DAWs are incredible pieces of technology, combining most of the functions of a hardware-based recording studio into a single piece of über-software. If you took an engineer from the 1970s and dropped that person into the present day, he or she would be utterly amazed at the capabilities we have in the modern DAW studio.

As a writer and editor in the music technology field, I’ve had the opportunity to work in a lot of different DAWs. Although some, like Ableton Live and Bitwig Studio, are focused more toward loop-based production, on a macro level, they all provide a pretty similar multitrack-audio-and-MIDI-recording-and-mixing environment.

That said, the way they go about doing things can be pretty different, especially once you get into the subtler points of the user interfaces. At that level, I’ve found a lot of features that seem like they should be no-brainers and implemented by all DAW applications…but aren’t.

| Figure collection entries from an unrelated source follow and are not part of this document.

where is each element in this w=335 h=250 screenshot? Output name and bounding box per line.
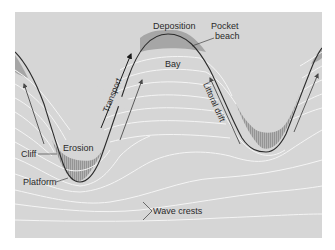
- label-pocket-beach-2: beach: [215, 31, 240, 41]
- coastal-diagram: Deposition Pocket beach Bay Transport Li…: [0, 0, 335, 250]
- label-platform: Platform: [23, 177, 57, 187]
- label-deposition: Deposition: [153, 21, 196, 31]
- label-wave-crests: Wave crests: [153, 206, 203, 216]
- label-erosion: Erosion: [63, 143, 94, 153]
- label-pocket-beach-1: Pocket: [211, 21, 239, 31]
- label-bay: Bay: [165, 59, 181, 69]
- label-cliff: Cliff: [21, 149, 37, 159]
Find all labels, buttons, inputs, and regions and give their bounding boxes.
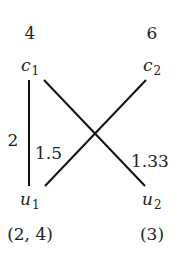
c1-value: 4 xyxy=(25,23,36,43)
c1-label: c1 xyxy=(21,55,39,78)
u1-value: (2, 4) xyxy=(7,224,53,244)
u1-label: u1 xyxy=(20,189,40,212)
edge-c1-u1-weight: 2 xyxy=(8,130,19,150)
edge-c2-u1-weight: 1.5 xyxy=(35,143,62,163)
c2-label: c2 xyxy=(143,55,161,78)
u2-value: (3) xyxy=(140,224,164,244)
u2-label: u2 xyxy=(142,189,162,212)
bipartite-graph: 4 6 c1 c2 2 1.5 1.33 u1 u2 (2, 4) (3) xyxy=(0,0,181,258)
c2-value: 6 xyxy=(147,23,158,43)
edge-c1-u2-weight: 1.33 xyxy=(131,151,169,171)
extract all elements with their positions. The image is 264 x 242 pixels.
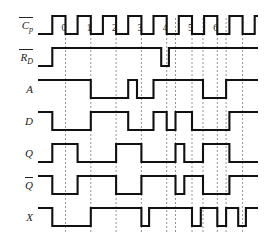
waveform-clock [38,16,258,34]
waveform-a [38,80,258,98]
waveform-x [38,208,258,226]
signal-label-text: D [24,115,33,127]
timing-diagram: CpRDADQQX 0123456 [0,0,264,242]
signal-label-text: X [25,211,34,223]
waveform-d [38,112,258,130]
waveform-q [38,144,258,162]
clock-pulse-number: 0 [61,23,66,33]
signal-label-qbar: Q [25,179,33,191]
clock-pulse-number: 5 [188,23,193,33]
signal-label-text: Q [25,179,33,191]
signal-label-subscript: D [26,57,33,66]
signal-labels-group: CpRDADQQX [19,18,34,224]
waveform-reset [38,48,258,66]
signal-label-q: Q [25,147,33,159]
signal-label-text: Q [25,147,33,159]
clock-pulse-number: 6 [213,23,218,33]
waveform-qbar [38,176,258,194]
clock-pulse-numbers-group: 0123456 [61,23,218,33]
signal-label-reset: RD [19,51,33,66]
clock-pulse-number: 2 [112,23,117,33]
signal-label-d: D [24,115,33,127]
clock-pulse-number: 1 [87,23,92,33]
signal-label-x: X [25,211,34,223]
waveforms-group [38,16,258,226]
signal-label-a: A [25,83,33,95]
timing-diagram-canvas: CpRDADQQX 0123456 [0,0,264,242]
signal-label-text: A [25,83,33,95]
signal-label-clock: Cp [22,19,33,34]
clock-pulse-number: 4 [163,23,168,33]
clock-pulse-number: 3 [137,23,142,33]
signal-label-subscript: p [28,25,33,34]
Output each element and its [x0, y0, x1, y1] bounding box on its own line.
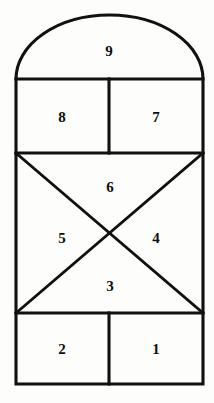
cell-number-2: 2: [58, 342, 66, 357]
cell-number-6: 6: [106, 180, 114, 195]
court-line-art: [0, 0, 214, 403]
hopscotch-court-figure: 9 8 7 6 5 4 3 2 1: [0, 0, 214, 403]
cell-number-9: 9: [105, 44, 113, 59]
cell-number-4: 4: [152, 231, 160, 246]
cell-number-1: 1: [152, 342, 160, 357]
cell-number-3: 3: [106, 279, 114, 294]
cell-number-8: 8: [58, 110, 66, 125]
cell-number-7: 7: [152, 110, 160, 125]
cell-number-5: 5: [58, 231, 66, 246]
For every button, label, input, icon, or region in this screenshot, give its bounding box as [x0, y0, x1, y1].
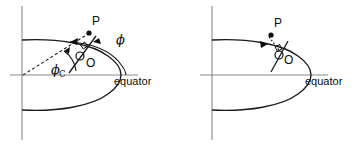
panel-right: P O equator [180, 0, 360, 146]
left-diagram-svg: P O ϕ ϕ C equator [0, 0, 180, 146]
label-point-o-right: O [284, 53, 293, 67]
label-equator-right: equator [305, 75, 343, 87]
label-point-o: O [86, 56, 95, 70]
point-p-dot-right [268, 32, 273, 37]
label-point-p-right: P [274, 16, 282, 30]
arrowhead-surface-right [260, 41, 268, 48]
point-p-dot [86, 30, 91, 35]
ellipsoid-lower-arc [22, 75, 121, 110]
ellipsoid-lower-arc-right [212, 75, 311, 110]
panel-left: P O ϕ ϕ C equator [0, 0, 180, 146]
label-equator: equator [114, 75, 152, 87]
label-point-p: P [92, 14, 100, 28]
label-phi: ϕ [116, 32, 125, 47]
figure-container: P O ϕ ϕ C equator [0, 0, 360, 146]
right-diagram-svg: P O equator [180, 0, 360, 146]
label-phi-c-subscript: C [59, 69, 66, 79]
arrowhead-phi-upper [70, 38, 78, 45]
angle-sweep-arc-phi-c [64, 51, 76, 71]
normal-dotted-line-right [269, 37, 279, 50]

Read more Mix Blog Studio: Working Without a Net Is Becoming Passe

A prime example is the way Pro Tools sets its recording in and out points. All you have to do is make a timeline selection in the track you’re recording. When you hit Record, Pro Tools will punch in at the start of the selection and out at the end. Easy and fast. Virtually every other DAW I’ve used requires a two- or three-step process to set punch boundaries. Why everyone doesn’t adopt the Pro Tools model is a mystery to me.

Here’s another one: Some DAWs allow you to have more than one song open at a time so you can switch between them quickly; others make you close one song to open another. Unless there’s some technical restriction that keeps some applications from allowing this, it too should be universally adopted.

Apple Logic Pro X offers a fantastic feature that should be standard on every DAW: When you select adjacent tracks in the mixer, it automatically creates a temporary track group until you de-select the tracks. It’s so much more efficient than having to first create a group in a separate window before initiating an action like adding the same plug-in to all of the grouped tracks or turning up all their volumes by the same amount.

Most DAWs allow you to save and recall channel-strip settings, which is probably the no-brainer of all no-brainers, yet some don’t. Why not?

Finally, here’s a feature I’ve often wished for but haven’t seen in any DAW: Custom scaling of the width of channel strips in the mixer. All the programs I’ve used allow you to switch between two size choices: standard and narrow, but don’t let you set a custom size. There are occasions where I’m working on a mix with relatively few tracks and would like to make the mixer channels even wider than standard. Other times I have lots of tracks but want a little more width than you get in the narrow view.

The little things can make the difference between an efficient and inefficient workflow. I would love to see these “no brainer” ideas get more widely adopted across the DAW community. What are the no-brainer options that you would like to see?